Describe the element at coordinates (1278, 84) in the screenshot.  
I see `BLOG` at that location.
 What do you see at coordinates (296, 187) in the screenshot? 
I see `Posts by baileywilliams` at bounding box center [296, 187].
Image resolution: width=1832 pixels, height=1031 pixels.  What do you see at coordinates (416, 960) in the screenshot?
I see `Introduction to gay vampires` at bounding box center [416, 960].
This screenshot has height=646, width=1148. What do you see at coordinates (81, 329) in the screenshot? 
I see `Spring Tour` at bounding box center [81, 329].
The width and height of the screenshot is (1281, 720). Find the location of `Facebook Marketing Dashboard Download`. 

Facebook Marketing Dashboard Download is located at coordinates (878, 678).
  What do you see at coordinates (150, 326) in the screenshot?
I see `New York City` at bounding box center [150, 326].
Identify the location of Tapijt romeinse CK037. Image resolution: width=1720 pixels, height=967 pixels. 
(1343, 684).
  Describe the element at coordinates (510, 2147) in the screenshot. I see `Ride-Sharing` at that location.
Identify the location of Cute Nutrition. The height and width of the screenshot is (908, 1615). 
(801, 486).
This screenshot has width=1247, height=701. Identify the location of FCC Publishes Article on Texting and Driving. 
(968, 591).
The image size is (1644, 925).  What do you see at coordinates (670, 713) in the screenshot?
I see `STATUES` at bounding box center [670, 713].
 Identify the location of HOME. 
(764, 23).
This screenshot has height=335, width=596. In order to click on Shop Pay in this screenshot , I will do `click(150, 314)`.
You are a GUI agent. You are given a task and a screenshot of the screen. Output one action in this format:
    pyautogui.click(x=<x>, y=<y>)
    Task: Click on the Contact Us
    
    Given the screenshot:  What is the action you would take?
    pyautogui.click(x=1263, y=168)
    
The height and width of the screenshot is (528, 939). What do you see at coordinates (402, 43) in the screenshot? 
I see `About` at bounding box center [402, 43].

::::::

What is required:
From the entries above, extract only the lines running from the one containing "The image size" through the one containing "Task: Click on the Contact Us", inclusive.

Task answer:
The image size is (1644, 925).  What do you see at coordinates (670, 713) in the screenshot?
I see `STATUES` at bounding box center [670, 713].
 Identify the location of HOME. 
(764, 23).
This screenshot has height=335, width=596. In order to click on Shop Pay in this screenshot , I will do `click(150, 314)`.
You are a GUI agent. You are given a task and a screenshot of the screen. Output one action in this format:
    pyautogui.click(x=<x>, y=<y>)
    Task: Click on the Contact Us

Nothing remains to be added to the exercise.